Spain has offered an olive branch in its long-running legal battle with renewables developers. But the fight isn’t over yet.

Spain’s Constitutional Court has published the full details of its judgement rejecting appeals against a decrease in feed-in tariffs for renewable energy sources, but the reasoning has been branded “short, superficial and alien to reality” by a legal representative.

Hours after learning of the Supreme Tribunal’s doubts regarding the constitutionality of the removal of the feed-in tariff for PV, Spain’s Ministry of Industry reports that the Constitutional Tribunal has dismissed an appeal by Murcia and affirmed that this can set a legal precedent.

After becoming a world leader in solar, with more than 4.6 gigawatts of solar PV installed by 2013, the new order has decimated cleantech investments in the country. Last year saw just 22 megawatts of solar installed across the whole country. It is unlikely that Spain will meet its 2020 targets for renewables set by the EU.

The subject of the arbitration proceedings, which will be carried out in Stockholm, is the reduction in the feed-in tariff for renewable energy projects that was implemented in Spain last year.

The Spanish government eliminated the financial risks, as all of the electricity generated by the plants would be purchased and paid with a Feed-in-Tariff for the next 20 years. Once the first plants were commissioned, Andasol 1 and PS10, the technology risk was mitigated as these plants were working as expected.

The Energy Ministry has recently released a draft proposal for the parameters to estimate the ‘reasonable return’ or ‘profitability’ to be applied to all renewable energy generators, eliminating the previous Feed-in-Tariff scheme. – See more at: http://www.csp-world.com/news/20140218/001317/what-has-happened-spain-csp-fit#sthash.S0LbmMkx.dpuf

Wind power was the main source of energy in Spain last year for the first time ever and also for the first time ever in any country, according to the industry association AEE.

The utility, which operates Andasol 3, a 50 MW parabolic trough plant in southern Spain, is considering the options to take Spanish government to International Courts of Arbitration.

Josep Puig: In the past five or six years, Spanish power firms have built some 26,000 MW of combined-cycle power plants. These firms apparently did not see all of this renewable capacity coming, and I believe the average number of operating hours for these plants was around 2,000 last year, which puts their capacity factor at below 25%.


Your response is a verbatim copy of the listing, stripped of its images.

→ **Supplied material**:
-.-.-
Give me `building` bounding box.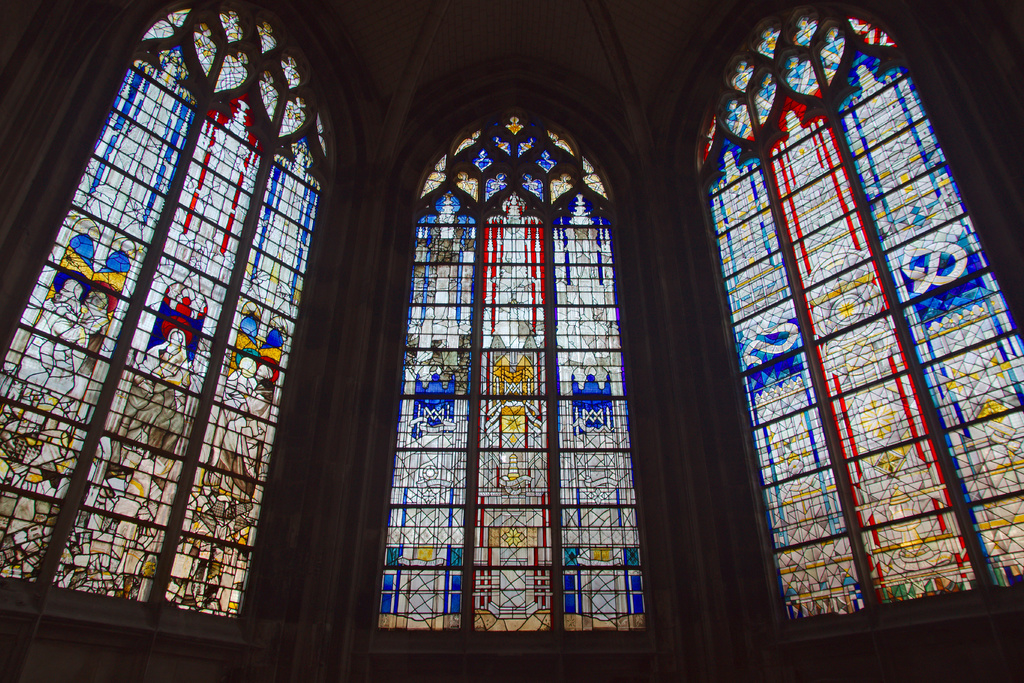
[0,0,1023,682].
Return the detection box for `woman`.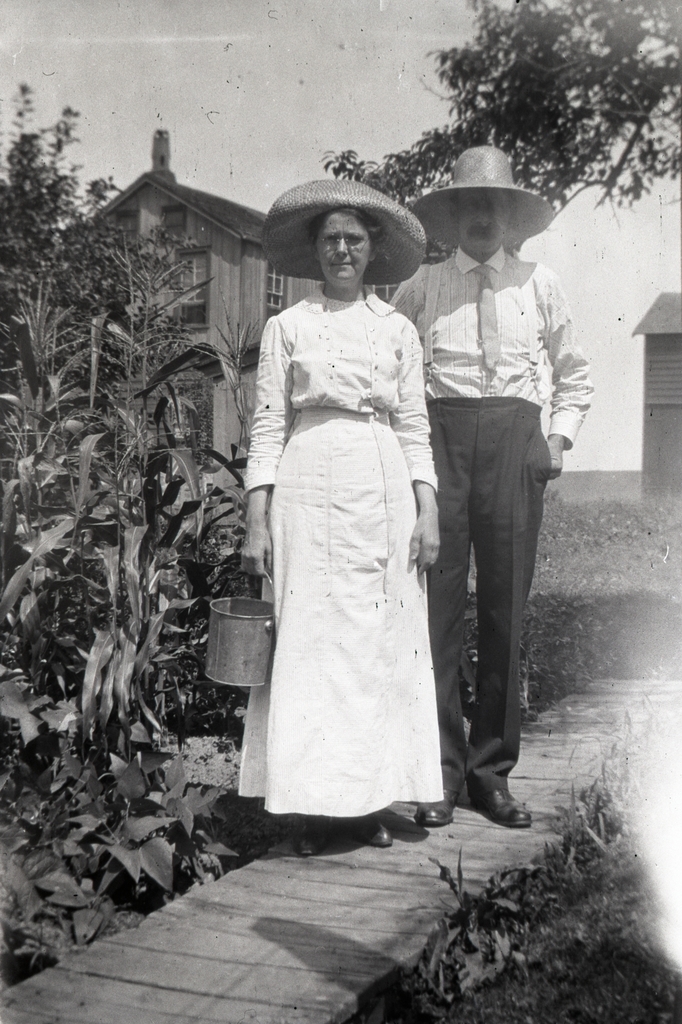
crop(224, 174, 474, 874).
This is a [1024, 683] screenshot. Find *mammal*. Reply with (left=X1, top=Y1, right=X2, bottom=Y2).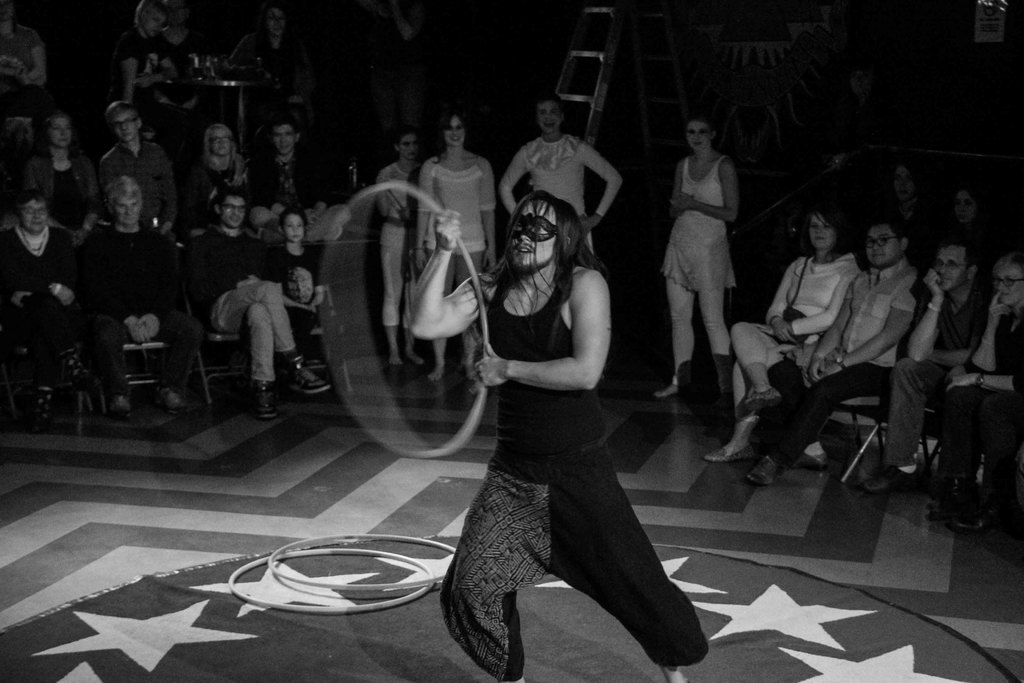
(left=117, top=0, right=192, bottom=110).
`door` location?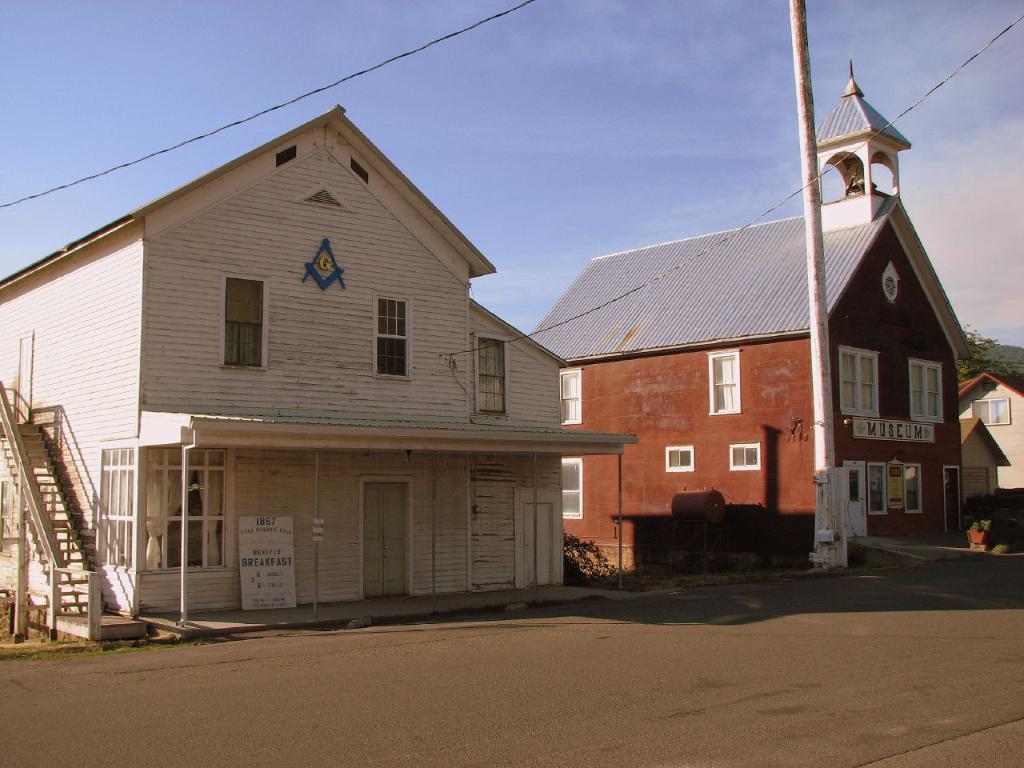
-.-.-
→ **Finished exercise**:
Give me `building` bounding box.
[0,0,1023,682].
Return the detection box for `woman`.
crop(224, 174, 474, 874).
This is a [1024, 683] screenshot. Find *mammal*. Reply with (left=X1, top=Y1, right=X2, bottom=Y2).
(left=117, top=0, right=192, bottom=110).
`door` location?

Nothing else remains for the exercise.